Secretary of State Marco Rubio scrambled for a printer inside the Palace of Versailles after President Donald Trump went to the sign his Iran deal — without bringing a copy with him.
A new report sheds light on the chaotic behind-the-scenes details of how the historic agreement came together.
According to Agence France-Presse, Trump decided to sign at a candlelit dinner in Versailles "quite spontaneously" — the text hadn't even been printed, leaving Rubio to hunt down a printer somewhere inside the grand palace.
When Trump finally put pen to paper, he used a fat black marker, the crockery still on the table after a dinner of lobster and caviar.
The deal itself had been announced three days earlier — on Trump's 80th birthday, June 14 — while he was still in Washington, celebrating by watching MMA cage fights at the White House.
The signing venue had shifted multiple times. French President Emmanuel Macron had said the deal had already been signed "electronically."
It had then been expected that Vice President JD Vance would formalize it with top Iranian negotiator Mohammad Bagher Ghalibaf in Switzerland. Trump then muddied the waters by saying it would be signed "tomorrow, maybe the next day" — before simply signing it himself at the Versailles dinner, reportedly impressed by the palace's "golden splendor."
Iranian President Masoud Pezeshkian signed his own copy in a parallel move, with Iranian news agencies showing him brandishing the document for the cameras.
The follow-on talks at the luxury Bürgenstock resort in Switzerland — a mountaintop complex where hotel guests had reportedly been quietly asked to leave — were postponed at the last minute, reportedly due to Israeli military action against Hezbollah in Lebanon late Thursday.
Journalists waiting on the tarmac at Andrews Air Force Base to fly to the meeting with Vice President JD Vance received a terse message: the vice president wasn't leaving that evening.
Iran said Friday there was now "no urgency," but that it was "planning to hold a meeting in the coming days."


What is being asked » Among the entries below, find every line that has "band" and pull it out.

Entries provided »
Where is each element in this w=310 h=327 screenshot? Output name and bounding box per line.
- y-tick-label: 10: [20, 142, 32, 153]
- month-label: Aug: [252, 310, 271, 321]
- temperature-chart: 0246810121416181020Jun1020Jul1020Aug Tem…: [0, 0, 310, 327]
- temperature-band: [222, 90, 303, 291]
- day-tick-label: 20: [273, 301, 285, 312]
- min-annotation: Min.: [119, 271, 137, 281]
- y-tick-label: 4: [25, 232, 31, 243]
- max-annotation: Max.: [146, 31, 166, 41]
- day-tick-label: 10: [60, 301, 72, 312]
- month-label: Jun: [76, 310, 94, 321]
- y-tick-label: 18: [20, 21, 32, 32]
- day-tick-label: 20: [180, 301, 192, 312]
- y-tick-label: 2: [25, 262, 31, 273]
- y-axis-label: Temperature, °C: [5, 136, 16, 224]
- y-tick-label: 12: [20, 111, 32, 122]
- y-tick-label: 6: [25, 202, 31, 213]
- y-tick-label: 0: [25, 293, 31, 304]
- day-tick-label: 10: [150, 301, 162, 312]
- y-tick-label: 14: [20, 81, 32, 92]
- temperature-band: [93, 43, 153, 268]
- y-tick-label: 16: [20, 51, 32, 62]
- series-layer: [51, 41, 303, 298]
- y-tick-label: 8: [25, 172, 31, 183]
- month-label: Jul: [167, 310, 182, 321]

Result »
- temperature-band: [222, 90, 303, 291]
- temperature-band: [93, 43, 153, 268]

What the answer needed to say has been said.